In one notorious case, the Liberal government established an arm’s-length public agency called ORNGE to run the province’s air ambulance service. Then, inexplicably, it allowed this agency to set up a web of privately owned, profit-making subsidiaries.



Finally, someone has blown the whistle.



On Tuesday, provincial auditor general Bonnie Lysyk zeroed in on just one element of the pathology — the government’s overweening urge to have private-sector firms design, fund, construct and manage public projects.



The government refers to these as alternative financing and procurement schemes. It says they save taxpayers money.



Do they? Lysyk looked at 74 public-private projects started since 2005 to answer that question. She found that, in total, they cost $8 billion more than if they had been built and managed by the government alone.



In one telling example, she looked at the construction of two near-identical buildings for an unnamed Mississauga college.

The first, handled by the public sector, was completed on time and on-budget.



Over the objection of the both the college and then mayor Hazel McCallion, the government decreed that the second building be funded and handled by a private project manager.



When the figures are adjusted for inflation and other variables, that second building is expected to cost taxpayers 10 per cent more per square foot.



The reason is straightforward. Big projects are always built with borrowed money. And governments can borrow far more cheaply than private firms.



Private project managers also tend to charge higher legal and management fees. As well, they must return profits to their owners.



Aficionados of public-private partnerships insist that while all of this may be true, privately managed projects are far more likely to come in on time and under budget. That is the argument used by Infrastructure Ontario , the body charged with handling public-private deals.



It says that if the 74 projects had been handled by the public sector, delays and overruns would have cost taxpayers — in net terms — about $6 billion more.



It also says that publicly managed projects are five times more likely to come in over budget than privately managed ones.
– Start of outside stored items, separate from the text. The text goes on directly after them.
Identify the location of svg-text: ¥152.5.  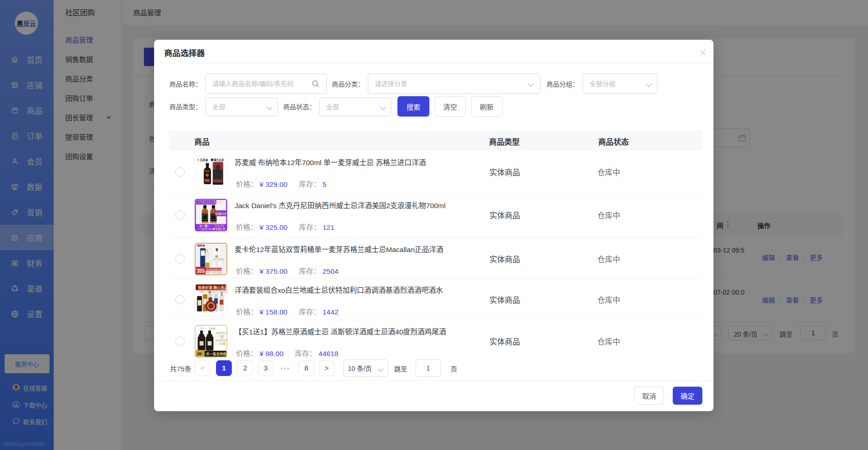
(219, 229).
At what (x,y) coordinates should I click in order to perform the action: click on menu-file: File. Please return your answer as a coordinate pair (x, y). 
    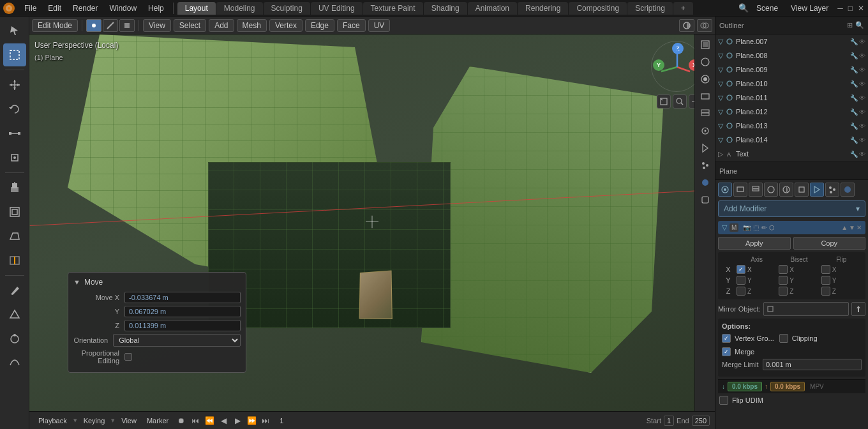
    Looking at the image, I should click on (31, 8).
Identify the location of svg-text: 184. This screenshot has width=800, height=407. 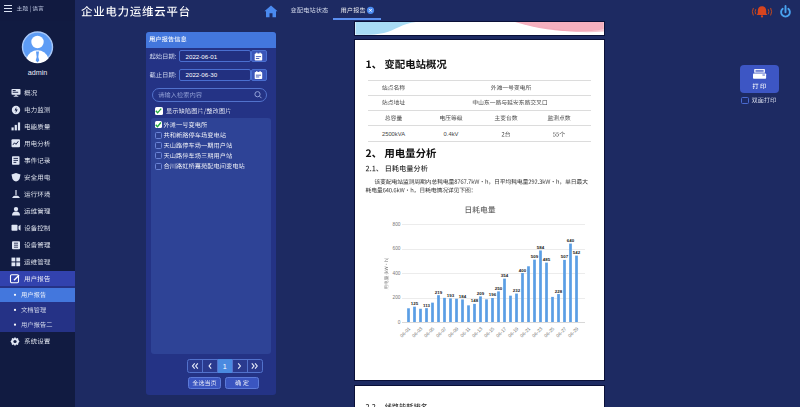
(463, 296).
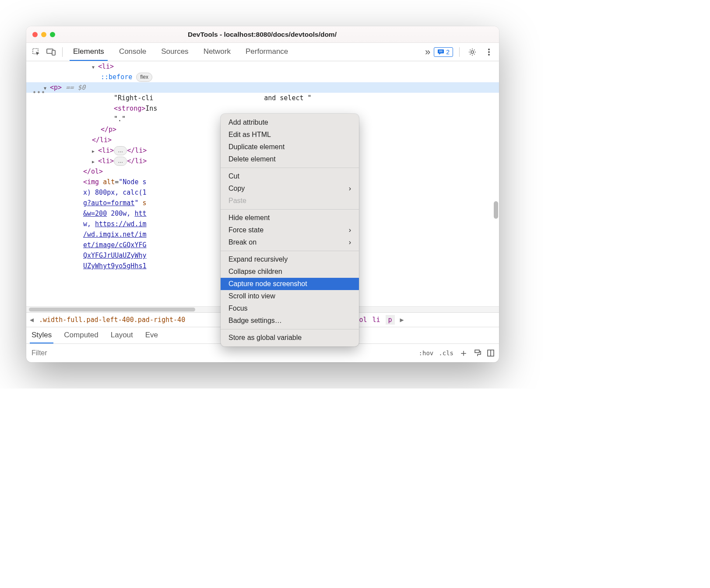 This screenshot has width=710, height=588. Describe the element at coordinates (130, 108) in the screenshot. I see `dom-node: <strong>` at that location.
Is any of this true? Lysyk is not convinced. She points out that Infrastructure Ontario has no empirical evidence to back up its claims and instead bases them on the judgment of outside advisers who, her report says, make their case “anecdotally” and tend to cast publicly managed projects “in a negative light.”



She also notes that Infrastructure Ontario’s initial cost estimates for public–private partnerships are systematically inflated.
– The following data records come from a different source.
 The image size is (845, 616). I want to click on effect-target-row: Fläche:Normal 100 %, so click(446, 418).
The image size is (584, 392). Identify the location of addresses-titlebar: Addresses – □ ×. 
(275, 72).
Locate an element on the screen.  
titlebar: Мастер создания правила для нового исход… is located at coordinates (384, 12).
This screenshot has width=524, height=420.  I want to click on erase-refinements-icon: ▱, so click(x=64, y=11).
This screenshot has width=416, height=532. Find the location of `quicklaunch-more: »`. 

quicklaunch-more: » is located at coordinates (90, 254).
One result (which she is too polite to mention) is that private-public schemes usually appear to come in under budget. That makes everyone look good.



The Liberals may be the grand priests of private-public partnerships . But they are not the only ones to embrace this particular theology.





Ontario’s misplaced and expensive fascination with public-private schemes: Walkom | Toronto Star
 

damngrumpy

Executive Branch Member
Mar 16, 2005
9,949
21
38
kelowna bc
First of all calculate the cost of borrowing for a project and add the interest
governments first concern. Reason tells you if you then include a partner
regardless of who borrows the money there is interest to be paid and money
to be made. That in itself tells you the cost will be higher.
What this is really about is the government can say we kept costs down by
including the private sector. In fact that is not what happened as most of the
projects end up costing more and the money paid out to the private company
is lost revenue in the long run that didn't go into the peoples pocket it went
to private interests pocket.
Not only that the resource is then sold cheaper to the private sector its a bad
deal for citizens and a smoke screen for governments to hide behind,
Why because people have such little narrow minds they can't see a picture let
alone the big picture. It is bad enough when we are screwed by someone else
but when we screw ourselves in the ear its worse.
Oh and don't get me started on cost plus that is worse, and extremely wasteful
 

Cannuck

Time Out
Feb 2, 2006
30,245
99
48
Alberta
That's what happens when people let their ideology trump common sense. There are times and places where public/private partnerships work well and times and places where they don't.
 

GreenFish66

House Member
Apr 16, 2008
2,717
10
38
www.myspace.com
What?...Gov and Biz feed each other with our money?...Don't even get me started! This Fish ain't bitin' today. ;)

_________________________________

Gov. is all about Control and Money.
Biz. is all about Money and Control.
All about Power!
And we All pay for it; in 1 way or another.